Christmas Day
I want to write something profound, something religious. Something to take the bad taste of the Christmas Eve Service we went to.
I was reflecting, as I sat in the beautiful cathedral and listened to the angelic music soaring around us, that the Medieval Christians had a subtler understanding of the material world than we do. They realized that the glory of God could be represented in the material form: huge cathedrals, beautiful statues, simple gifts of stone, incense, wax, bread, wine to represent the Ineffable. Not just symbols, but in some small way, God with Us.
Then, the preacher started the sermon, and I realized they had a subtler spiritual understanding, as well. Once again, I was driven out of a church by the facile reasoning of someone 'ordained'.

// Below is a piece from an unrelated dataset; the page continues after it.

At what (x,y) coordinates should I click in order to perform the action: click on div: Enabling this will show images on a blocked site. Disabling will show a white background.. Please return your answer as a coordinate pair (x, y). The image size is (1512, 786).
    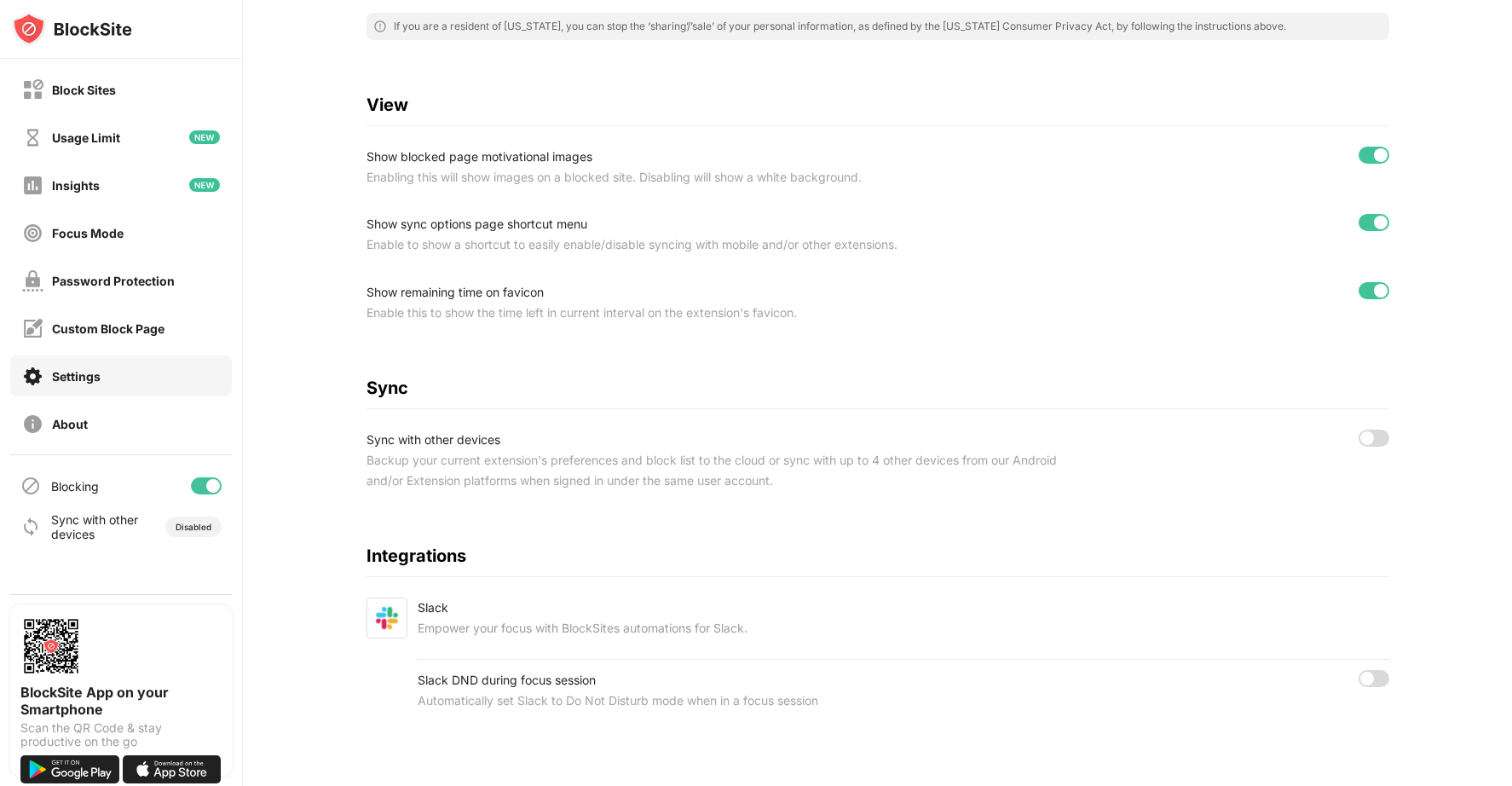
    Looking at the image, I should click on (724, 177).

I pray to God to save me from that fate.
He told personal stories to try to tie us to the spirit of the season: Stories of the death of his father on Christmas day, of the pains of childbirth and pregnancy. It was as depressing as it sounds. Perhaps an interesting story, but not appropriate to the day. And oddly, everything about that service seemed to have had the soul sucked out of it.
As people, sometimes I think we've become so small. We're so preoccupied with the little things we have to do, we forget that we're part of something larger: whether that something larger is community, or congregation, or human race, or planet Earth. That this world we live in is not simply inanimate and animate objects, but spirit, soul, life, beauty. That beauty is around us, always, even when we can't see it.
I could sit and explain that beauty until the end of time, and not have one millionth of the effect of a single second of experience of it.
And so, I leave you with a quote:
“We live only to discover beauty. All else is a form of waiting.” - Kahlil Gibran
I was reflecting, as I sat in the beautiful cathedral and listened to the angelic music soaring around us, that the Medieval Christians had a subtler understanding of the material world than we do. They realized that the glory of God could be represented in the material form: huge cathedrals, beautiful statues, simple gifts of stone, incense, wax, bread, wine to represent the Ineffable. Not just symbols, but in some small way, God with Us.
Then, the preacher started the sermon, and I realized they had a subtler spiritual understanding, as well. Once again, I was driven out of a church by the facile reasoning of someone 'ordained'.
I pray to God to save me from that fate.
He told personal stories to try to tie us to the spirit of the season: Stories of the death of his father on Christmas day, of the pains of childbirth and pregnancy. It was as depressing as it sounds. Perhaps an interesting story, but not appropriate to the day. And oddly, everything about that service seemed to have had the soul sucked out of it.
As people, sometimes I think we've become so small. We're so preoccupied with the little things we have to do, we forget that we're part of something larger: whether that something larger is community, or congregation, or human race, or planet Earth. That this world we live in is not simply inanimate and animate objects, but spirit, soul, life, beauty. That beauty is around us, always, even when we can't see it.
I could sit and explain that beauty until the end of time, and not have one millionth of the effect of a single second of experience of it.
And so, I leave you with a quote:
“We live only to discover beauty. All else is a form of waiting.” - Kahlil Gibran
Comments
Oddly, and for the 1st time in many years, I didn't go to a Christmas Eve nor Christmas Day service and missed neither and for something paralleling at the least, something of your own experience: Christianity (mainstream) seems so 'facile' right now. So lacking in depth, so lacking in community, so lacking in *God* or at least in its exploration of of all that is spiritual and important.